Anti-Payday Loan Campaign Kicks Off in Tacoma
By Paul RizzoPayday Loan Writer
More than 15 members and supporters of Socialist Alternative held signs and handed out flyers at an intersection near the Tacoma Mall, drawing awareness to the outrageous practices of payday loan stores and prompting the public to attend an upcoming city council meeting at which the topic will be addressed.
Drivers overwhelmingly showed support by honking their horns and giving thumbs up.
Making promises of affordable, quick credit, providers of fast cash loans often prey on the most vulnerable of the working class, the poor, while thriving on their borrowers’ inability to repay the loan on time, thus creating a cycle of recurrent fees and debt. Some borrowers actually end up acquiring multiple loans in order to financially stay afloat.

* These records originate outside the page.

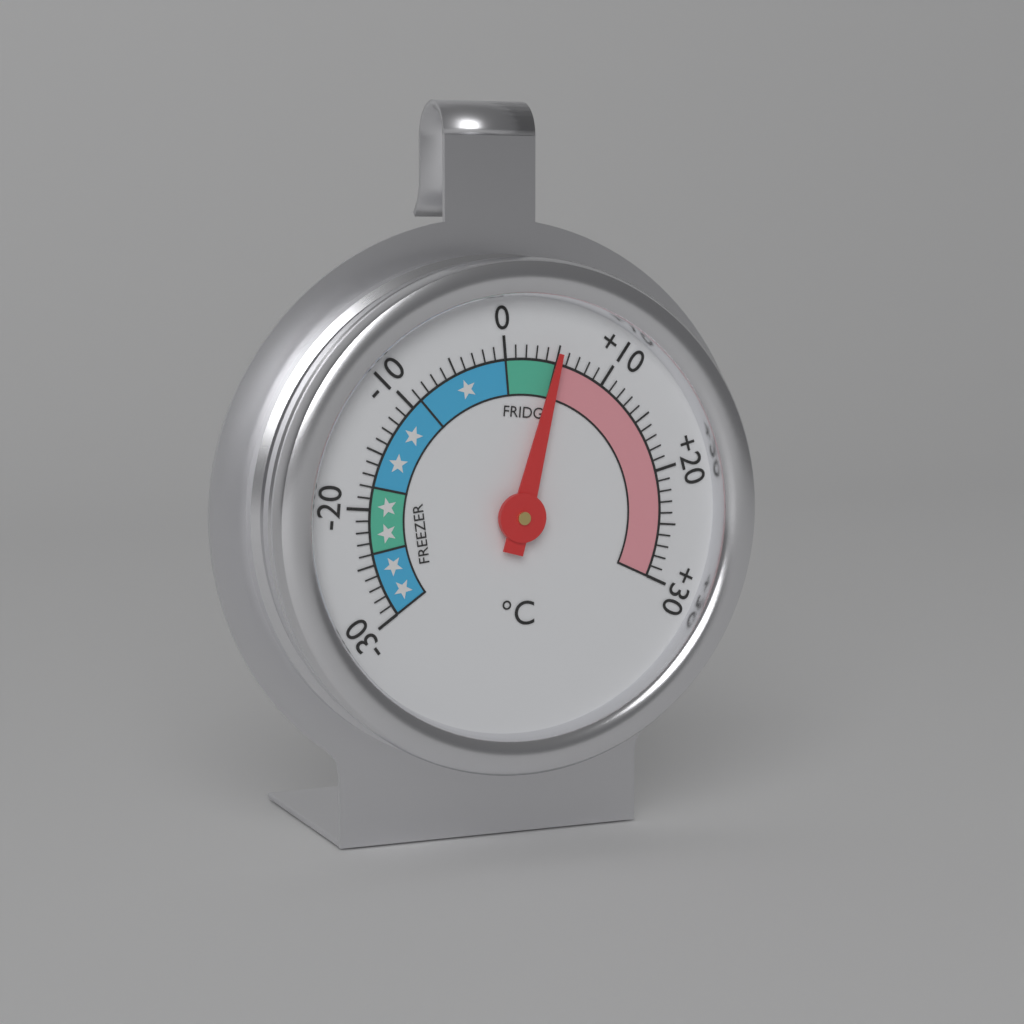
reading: 5 °C
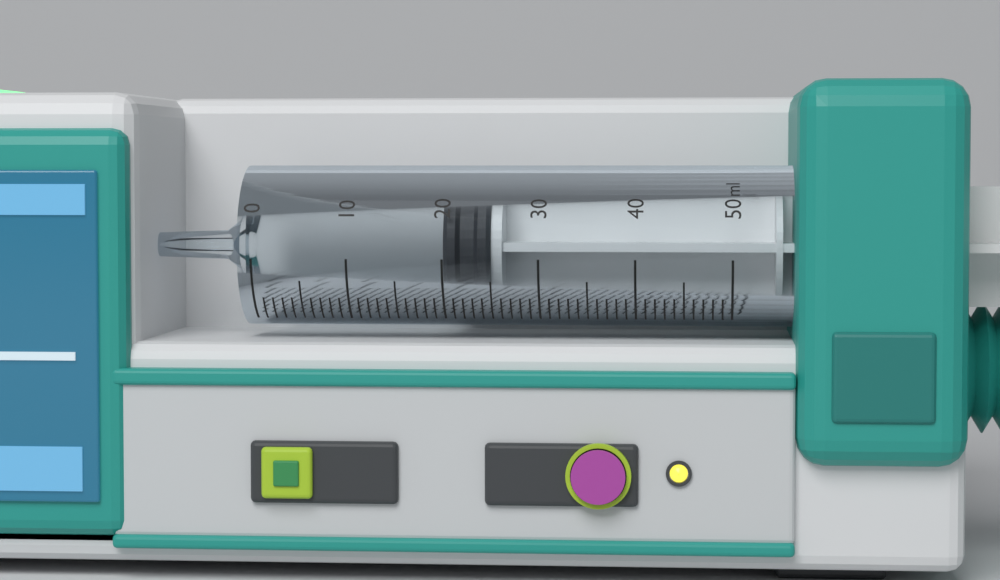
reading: 20 ml
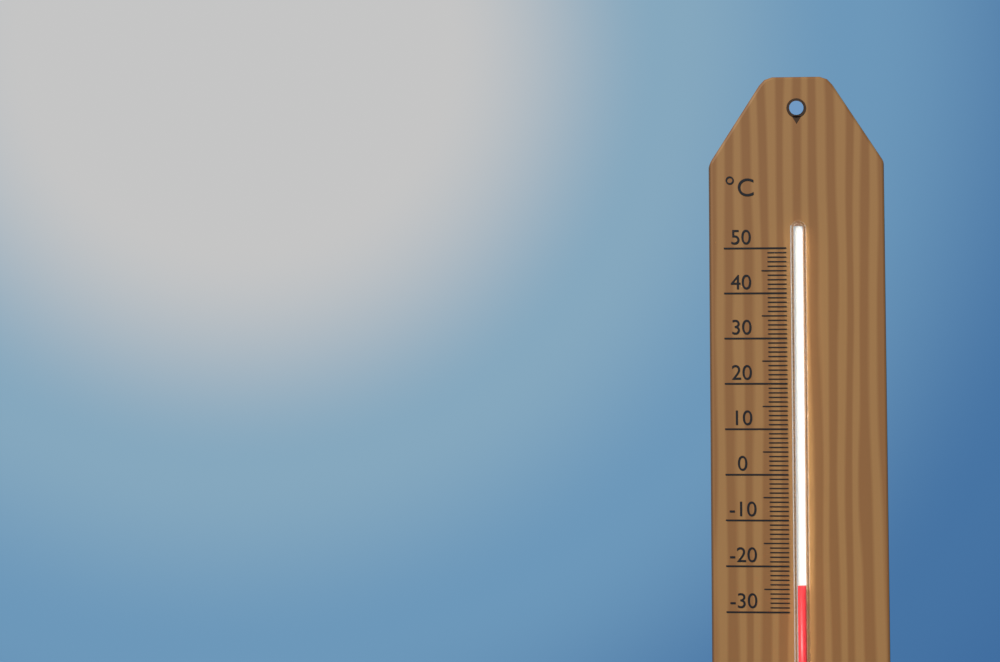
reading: -24 °C
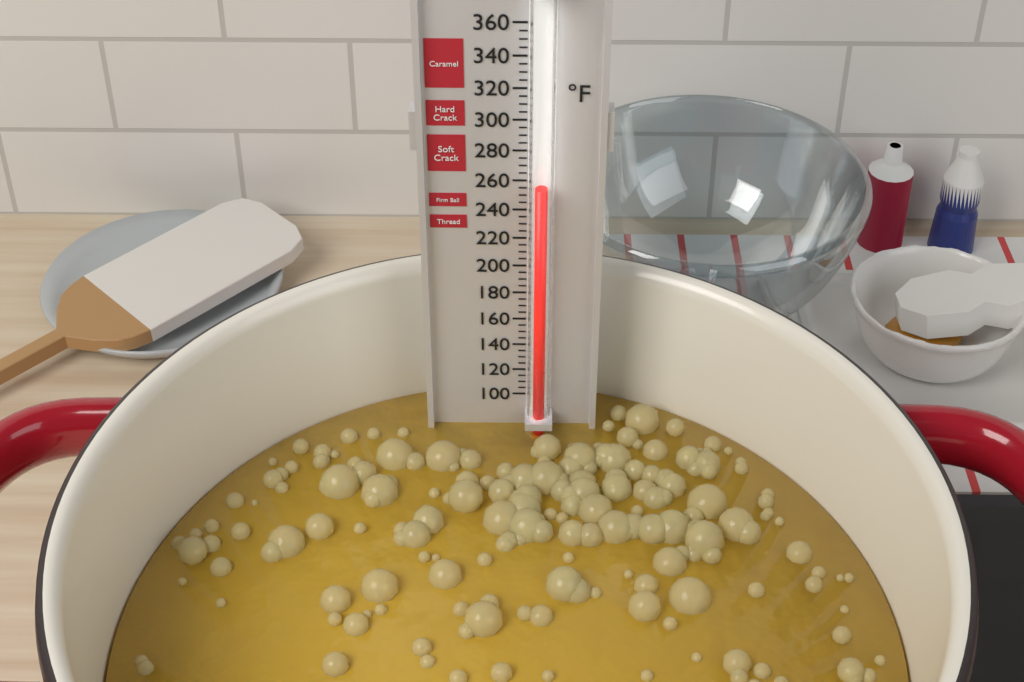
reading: 260 °F
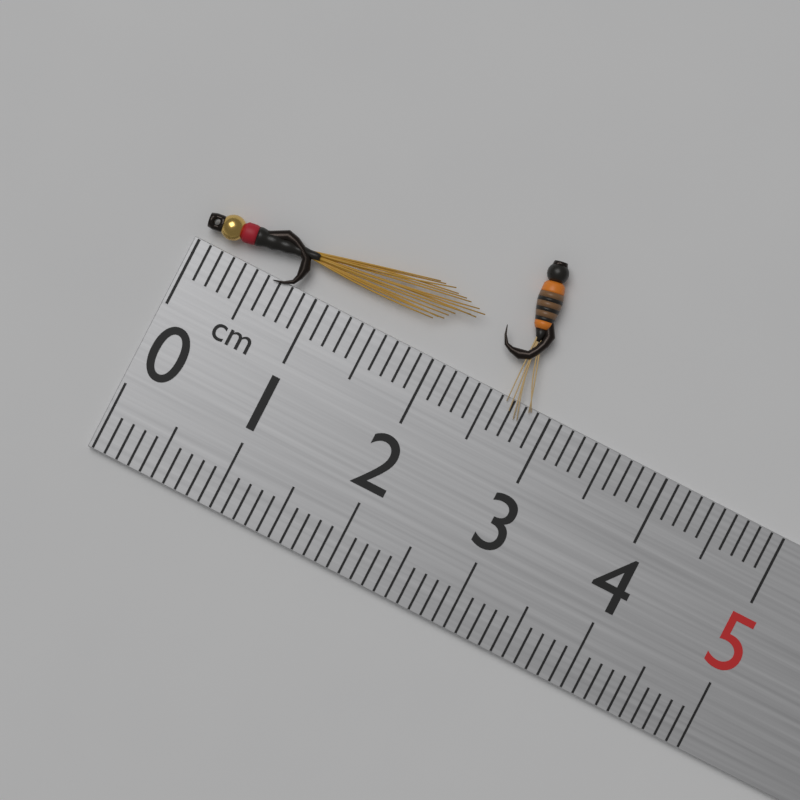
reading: 2.2 cm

Not surprisingly, these payday lenders donated over $200,000 to state politicians in 2006, amounting to nothing more than a bribe to protect their interests.
These politicians allow no fax payday loan profiteers an exemption from Washington State usury law, which caps interest rates at an already astounding 36%. No wonder there has been an explosion of payday loan stores in poorer neighborhoods. With high interest rates and exorbitant fees, balances can accrue to more than ten times this amount (360%) over a one-year period.
At the city council meeting on June 5, the campaign plans to mobilize people opposed to the way payday loan lenders operate, and demand the city rescind these special privileges and provide living-wage jobs and financial assistance alternatives to these quick cash advance lenders.
One of the signs, “We Need Real Paydays, Not Payday Loans,” demonstrated an alternative.
Workers cannot expect that the two parties of big business that legalized unethical payday lending some ten years ago in Washington State will end these high-interest loan rip-offs and provide living-wage jobs and the healthcare that we need. This can only be achieved by the mobilization and struggle of working-class people.

Carl Hull is President of Advanced Payday Loans and Check Cashing in Reno. He says AB-478 would hurt the industry and the consumers. He explains that his business helps people consolidate multiple
A new group of religious and nonprofit groups have banded together with businesses to form a coalition called Virginians Against Payday Loans. They will have a chance in 2008 to rally behind a bill to repeal payday lending if state Sen. Marty Williams, R-Newport News, is re-elected.
One of the bills passed by the Senate Commerce Committee, House Bill 2204, would extend the 36 percent cap approved last year to car title lenders, which use a car title rather than an upcoming paycheck as collateral in making small, short-term loans. Car title lenders also charge triple-digit interest rates.
They included Social Security numbers, addresses, photocopies of driver’s licenses and other personal information.
People packed a Capitol hearing room and spilled out into the lobby to gather around television monitors during the hourlong public hearing, which began at 7:30 a.m. Many of them sported fluorescent green stickers that said “I Choose
State lawmakers blew a chance in their most recent session to prohibit these loans or at least cap them with acceptable interest rates. As it is, with annual percentage rates reaching 782 percent, these
Now offered through hundreds of businesses across the state,
No matter how the industry’s lobbyists spin it, these are Tony Soprano numbers.